Brunel eventually moved his activities to the US, where he was helped financially by Epstein. Mediapart has obtained access to a 70-page statement given in 2010 by Maritza Vasquez, a former accountant of Brunel’s MC2 model agency, who detailed the alliance between Brunel and Epstein. She said she had worked for Brunel between 1998 and 2006, and had met Epstein on one occasion, for the opening of MC2 in New York. “Jean-Luc always said that Jeffrey was his friend, that he is a millionaire,” Vasquez said. “And that Jeffrey was giving him the money to – you know, loans or whatever – and the apartments for the girls and things like that.” The accountant said she had seen the rents that Brunel demanded the “girls” paid for their accommodation in the Manhattan building owned by Epstein, at 301 East 66th Street. Brunel also lodged in the same building but, she said, paid no rent to Epstein.
Vasquez also spoke of a “line of credit” of 1 million dollars that Epstein had signed for the benefit of the agency, which has offices in New York, Miami and Tel Aviv. Asked what she thought Epstein was getting in return for his help, she answered: “The only thing that I can think he was getting was the girls. Nothing else. Because he has all the money.”
Vasquez said the agency was always in debt, and Brunel relied on cash injections from Epstein, with whom she said Brunel joined on some trips in the financier’s private jet.
At the end of 2014, Brunel returned to France after being unable to renew his visa. The following year he sued Epstein for damages, arguing that his business had suffered losses of “millions of dollars” because of being associated with his former friend and benefactor’s behaviour and bad reputation. In his lawsuit, filed in Florida, Brunel claimed he had lost numerous contracts, notably with the top model agency Elite Model Management.

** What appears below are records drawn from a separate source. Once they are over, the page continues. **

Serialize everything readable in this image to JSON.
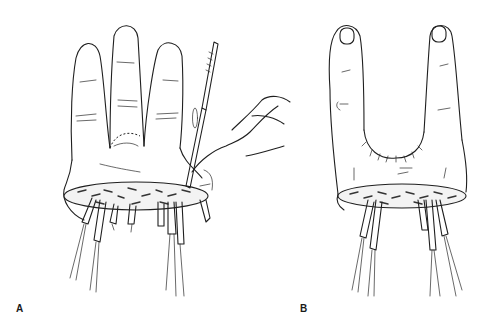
{
  "figure": {
    "panels": [
      {
        "label": "A",
        "description": "Hand with three fingers; scalpel incising at the web while a second hand retracts; amputation stump with tagged tendons and nerves below"
      },
      {
        "label": "B",
        "description": "Hand after ray resection with two remaining fingers, sutured web space, stump with tagged tendons and nerves below"
      }
    ],
    "colors": {
      "ink": "#1f1f1f",
      "background": "#ffffff"
    }
  }
}
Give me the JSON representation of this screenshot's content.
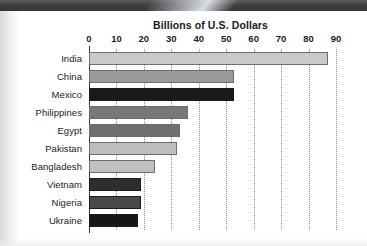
{
  "chart_data": {
    "type": "bar",
    "orientation": "horizontal",
    "title": "Billions of U.S. Dollars",
    "xlabel": "",
    "ylabel": "",
    "xlim": [
      0,
      90
    ],
    "xticks": [
      0,
      10,
      20,
      30,
      40,
      50,
      60,
      70,
      80,
      90
    ],
    "xtick_labels": [
      "0",
      "10",
      "20",
      "30",
      "40",
      "50",
      "60",
      "70",
      "80",
      "90"
    ],
    "grid": "vertical-dotted",
    "legend": "none",
    "categories": [
      "India",
      "China",
      "Mexico",
      "Philippines",
      "Egypt",
      "Pakistan",
      "Bangladesh",
      "Vietnam",
      "Nigeria",
      "Ukraine"
    ],
    "values": [
      87,
      53,
      53,
      36,
      33,
      32,
      24,
      19,
      19,
      18
    ],
    "bar_colors": [
      "#c9c9c9",
      "#9a9a9a",
      "#1a1a1a",
      "#787878",
      "#6f6f6f",
      "#bdbdbd",
      "#c0c0c0",
      "#2e2e2e",
      "#4a4a4a",
      "#161616"
    ]
  },
  "axis": {
    "tick_labels": [
      "0",
      "10",
      "20",
      "30",
      "40",
      "50",
      "60",
      "70",
      "80",
      "90"
    ]
  },
  "title": {
    "text": "Billions of U.S. Dollars"
  },
  "colors": {
    "axis": "#3a3a3a",
    "gridline": "#8d8d8d",
    "text": "#1b1b1b",
    "background": "#ffffff"
  }
}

Enlargement : Illustration 6
In a statement issued on his behalf, also in 2015, by a French public relations agency, Brunel said: “I strongly deny having participated, neither directly nor indirectly, in the actions Mr Jeffrey Epstein is being accused of,” adding: “I strongly deny having committed any illicit act or any wrongdoing in the course of my work as a scouter or model agencies manager.”
It is unclear what Brunel’s activities have involved since then, although it appears he is still active with Paris model agencies.
A source once close to his former agency told Mediapart that they had seen him in Paris in November 2017, and described the photo above as having been taken on that occasion.
Brunel did not respond to Mediapart’s attempts to interview him via questions sent by email and also submitted to his lawyer, who said that although he had passed them on to his client he had received no reply.
-------------------------
If you have information of public interest you would like to pass on to Mediapart for investigation you can contact us at this email address: enquete@mediapart.fr. If you wish to send us documents for our scrutiny via our highly secure platform please go to https://www.frenchleaks.fr/ which is presented in both English and French.
--------------------------
- The French version of this report can be found here.